*The following article was published by Dana Farber Cancer Institute*
When John Ferris was first diagnosed with follicular lymphoma in early 2017, he was told he had six to nine months to live. Later, while undergoing treatment that appeared to be halting his cancer, he received an amended diagnosis.
“Cancer is not going to kill you, but your drinking could,” his oncologist told Ferris. “We want to help.”
Ferris, 65, credits the doctor who delivered that edict — Philippe Armand, MD, PhD, of Dana-Farber Brigham Cancer Center — for saving his life in two ways. Armand’s team in the Lymphoma Program were able to halt Ferris’ lymphoma through his inclusion on a clinical trial, while simultaneously helping him through an additional challenge: alcoholism.
Learning he had a serious cancer led Ferris to start drinking again after nearly 18 years of sobriety, and the kindness and patience that Armand, nurse practitioner nurse practitioners Katherine (Katey) Stephans, NP, and Jamie Terwilliger, NP, and other clinicians displayed during Ferris’ lymphoma treatment and his concurrent stint in an alcohol rehabilitation program enabled him to make it through both and into long-term remission.
“They were wonderful,” says Ferris, a retired financial executive and school administrator. “If I missed a treatment because of rehab, Dr. Armand always says, ‘It’s more important that you focus on your sobriety. We’ll figure out the cancer piece.’”
Extra Effort
Ferris, a longtime New Hampshire resident, was looking ahead to a retirement of hiking, biking, and traveling with his wife of 41 years, Valerie, when he began feeling a numbness and tingling in his hands and feet in late 2016. His primary care physician diagnosed him with sciatica, and prescribed physical therapy sessions. When these didn’t work, Ferris was instructed to get an MRI at a local hospital in February 2017.
“The next morning, I learned I had stage-four lymphoma,” says Ferris. “The doctors told me all they could do was make me comfortable for the time I had left. That’s when I started drinking again.”
In the midst of this dual setback, a friend’s referral led Ferris to Dana-Farber Brigham Cancer Center. Upon meeting Armand, his spirts were immediately boosted.
“Dr. Armand said, ‘I’m not going to talk to you about how long you have to live, I’m going to talk to you about a cure,’” recalls Ferris. “That was the first time since my diagnosis that I actually felt some hope.”
A standard chemotherapy regimen put Ferris’ lymphoma into remission, but it soon came back. After a second treatment, remission, and relapse, Armand started Ferris in 2019 on a clinical trial that he is leading at Dana-Farber Brigham Cancer Center. The study uses a recently developed type of drugs called bispecific antibodies, synthetic proteins that can bind to two different targets. In this case one bispecific antibody binds on cancer cells, and one attaches to the patient’s own T cells (a type of immune cell) — forcing the T cells to attack the cancer cells.

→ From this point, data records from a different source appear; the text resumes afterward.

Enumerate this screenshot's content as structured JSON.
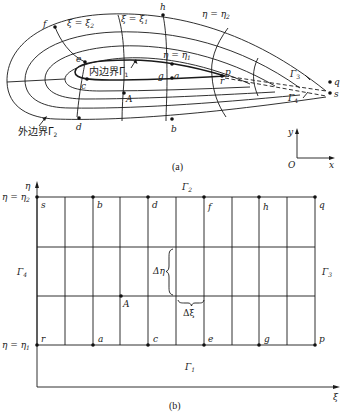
{
  "figure": {
    "subfigure_a": {
      "caption": "(a)",
      "title": "Physical domain C-grid around airfoil",
      "inner_boundary_label": "内边界Γ",
      "inner_boundary_sub": "1",
      "outer_boundary_label": "外边界Γ",
      "outer_boundary_sub": "2",
      "gamma3_label": "Γ",
      "gamma3_sub": "3",
      "gamma4_label": "Γ",
      "gamma4_sub": "4",
      "xi_line_left": "ξ = ξ",
      "xi_line_left_sub": "2",
      "xi_line_right": "ξ = ξ",
      "xi_line_right_sub": "1",
      "eta_outer": "η = η",
      "eta_outer_sub": "2",
      "eta_inner": "η = η",
      "eta_inner_sub": "1",
      "points": {
        "f": "f",
        "h": "h",
        "e": "e",
        "c": "c",
        "g": "g",
        "a": "a",
        "p": "p",
        "r": "r",
        "q": "q",
        "s": "s",
        "A": "A",
        "d": "d",
        "b": "b"
      },
      "axes": {
        "origin": "O",
        "x": "x",
        "y": "y"
      }
    },
    "subfigure_b": {
      "caption": "(b)",
      "title": "Computational domain (rectangular)",
      "axis_x": "ξ",
      "axis_y": "η",
      "eta_top": "η = η",
      "eta_top_sub": "2",
      "eta_bottom": "η = η",
      "eta_bottom_sub": "1",
      "boundaries": {
        "top": {
          "label": "Γ",
          "sub": "2"
        },
        "bottom": {
          "label": "Γ",
          "sub": "1"
        },
        "left": {
          "label": "Γ",
          "sub": "4"
        },
        "right": {
          "label": "Γ",
          "sub": "3"
        }
      },
      "top_points": [
        "s",
        "b",
        "d",
        "f",
        "h",
        "q"
      ],
      "bottom_points": [
        "r",
        "a",
        "c",
        "e",
        "g",
        "p"
      ],
      "interior_point": "A",
      "delta_eta": "Δη",
      "delta_xi": "Δξ",
      "grid": {
        "columns": 10,
        "rows": 3
      }
    }
  }
}
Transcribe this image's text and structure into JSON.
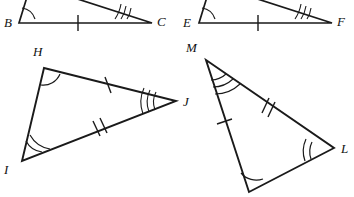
{
  "figure": {
    "stroke_color": "#1a1a1a",
    "background_color": "#ffffff",
    "label_color": "#111111",
    "stroke_width": 1.6
  },
  "triangles": [
    {
      "id": "top-left",
      "name": "triangle-abc",
      "note": "apex above top edge of image, cropped",
      "vertices": [
        {
          "name": "B",
          "label": "B",
          "x": 19,
          "y": 23,
          "label_x": 4,
          "label_y": 27,
          "arcs": 1
        },
        {
          "name": "C",
          "label": "C",
          "x": 152,
          "y": 23,
          "label_x": 157,
          "label_y": 26,
          "arcs": 3
        },
        {
          "name": "A",
          "label": "",
          "x": 31,
          "y": -16,
          "label_x": 0,
          "label_y": 0,
          "arcs": 0
        }
      ],
      "sides": [
        {
          "name": "BC",
          "from": "B",
          "to": "C",
          "ticks": 1
        },
        {
          "name": "AB",
          "from": "A",
          "to": "B",
          "ticks": 0
        },
        {
          "name": "AC",
          "from": "A",
          "to": "C",
          "ticks": 0
        }
      ]
    },
    {
      "id": "top-right",
      "name": "triangle-def",
      "note": "apex above top edge of image, cropped",
      "vertices": [
        {
          "name": "E",
          "label": "E",
          "x": 199,
          "y": 23,
          "label_x": 183,
          "label_y": 27,
          "arcs": 1
        },
        {
          "name": "F",
          "label": "F",
          "x": 332,
          "y": 23,
          "label_x": 337,
          "label_y": 26,
          "arcs": 3
        },
        {
          "name": "D",
          "label": "",
          "x": 211,
          "y": -16,
          "label_x": 0,
          "label_y": 0,
          "arcs": 0
        }
      ],
      "sides": [
        {
          "name": "EF",
          "from": "E",
          "to": "F",
          "ticks": 1
        },
        {
          "name": "DE",
          "from": "D",
          "to": "E",
          "ticks": 0
        },
        {
          "name": "DF",
          "from": "D",
          "to": "F",
          "ticks": 0
        }
      ]
    },
    {
      "id": "bottom-left",
      "name": "triangle-hij",
      "note": "full triangle visible",
      "vertices": [
        {
          "name": "H",
          "label": "H",
          "x": 44,
          "y": 68,
          "label_x": 33,
          "label_y": 56,
          "arcs": 1
        },
        {
          "name": "I",
          "label": "I",
          "x": 22,
          "y": 161,
          "label_x": 4,
          "label_y": 174,
          "arcs": 2
        },
        {
          "name": "J",
          "label": "J",
          "x": 176,
          "y": 101,
          "label_x": 183,
          "label_y": 106,
          "arcs": 3
        }
      ],
      "sides": [
        {
          "name": "HJ",
          "from": "H",
          "to": "J",
          "ticks": 1
        },
        {
          "name": "IJ",
          "from": "I",
          "to": "J",
          "ticks": 2
        },
        {
          "name": "HI",
          "from": "H",
          "to": "I",
          "ticks": 0
        }
      ]
    },
    {
      "id": "bottom-right",
      "name": "triangle-mkl",
      "note": "vertex K label cropped at bottom edge",
      "vertices": [
        {
          "name": "M",
          "label": "M",
          "x": 206,
          "y": 60,
          "label_x": 186,
          "label_y": 52,
          "arcs": 3
        },
        {
          "name": "K",
          "label": "K",
          "x": 249,
          "y": 192,
          "label_x": 242,
          "label_y": 206,
          "arcs": 1
        },
        {
          "name": "L",
          "label": "L",
          "x": 334,
          "y": 148,
          "label_x": 341,
          "label_y": 153,
          "arcs": 2
        }
      ],
      "sides": [
        {
          "name": "MK",
          "from": "M",
          "to": "K",
          "ticks": 1
        },
        {
          "name": "ML",
          "from": "M",
          "to": "L",
          "ticks": 2
        },
        {
          "name": "KL",
          "from": "K",
          "to": "L",
          "ticks": 0
        }
      ]
    }
  ],
  "labels": {
    "B": "B",
    "C": "C",
    "E": "E",
    "F": "F",
    "H": "H",
    "I": "I",
    "J": "J",
    "L": "L",
    "M": "M",
    "K": "K"
  }
}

“This is a very promising new class of drugs which can provide an effective treatment for patients like Ferris with B-cell lymphomas” says Armand, chief of the Division of Lymphoma at Dana-Farber Brigham. “We are excited and honored to pursue research with these drugs and hope that they can benefit many more patients in the future.”
Armand and his team went to great lengths to make Ferris’ inclusion on the trial work. When Ferris was in an alcohol rehabilitation facility on Cape Cod, they helped arrange for a driver to take him to and from Boston for appointments; when he fell due to his drinking, and suffered a large gash on his head, his treatments were put on temporary hold and then rearranged by Stephans.
“Cancer is a reluctant journey, and in so many ways addiction is as well,” says Stephans. “As caregivers we are fortunate that our patients entrust us to guide them on this reluctant journey in whatever direction it goes. His journey had the added complexity of addiction, and we remained steadfast in our commitment to be there for he and his family.”
The measures worked, and Ferris was one of the first patients to go into complete remission on the trial. He has remained cancer-free since December 2020.
“My last drink was when Dr Armand told me that my cancer was back in remission,” Ferris says.
Sharing his story
These days, Ferris is feeling great and enjoying the active retirement he envisioned before cancer. He lives with Valerie and their adult son, Tuckerman — named for the ravine on Mount Washington in New Hampshire that is a favorite hiking spot for the family. Valerie was treated for breast cancer at Dana-Farber Brigham Cancer Center more than a decade before her husband, and the couple is savoring their dual survivorship. They hope to spend much of it at their cottage in Downeast Maine, which has been in the Ferris’ family since the 1940s.
And although he has remained sober, Ferris knows to never take this condition for granted. Accordingly, he wants to let other cancer patients and families dealing with addiction know that it’s possible to endure anything with the right team supporting you.
“Part of what I do in my recovery is try to give back to other people,” says Ferris. “One way to do that — maybe the best way — is to share our stories. Recovering from alcoholism and getting sober was a big part of what Dana-Farber helped me through.”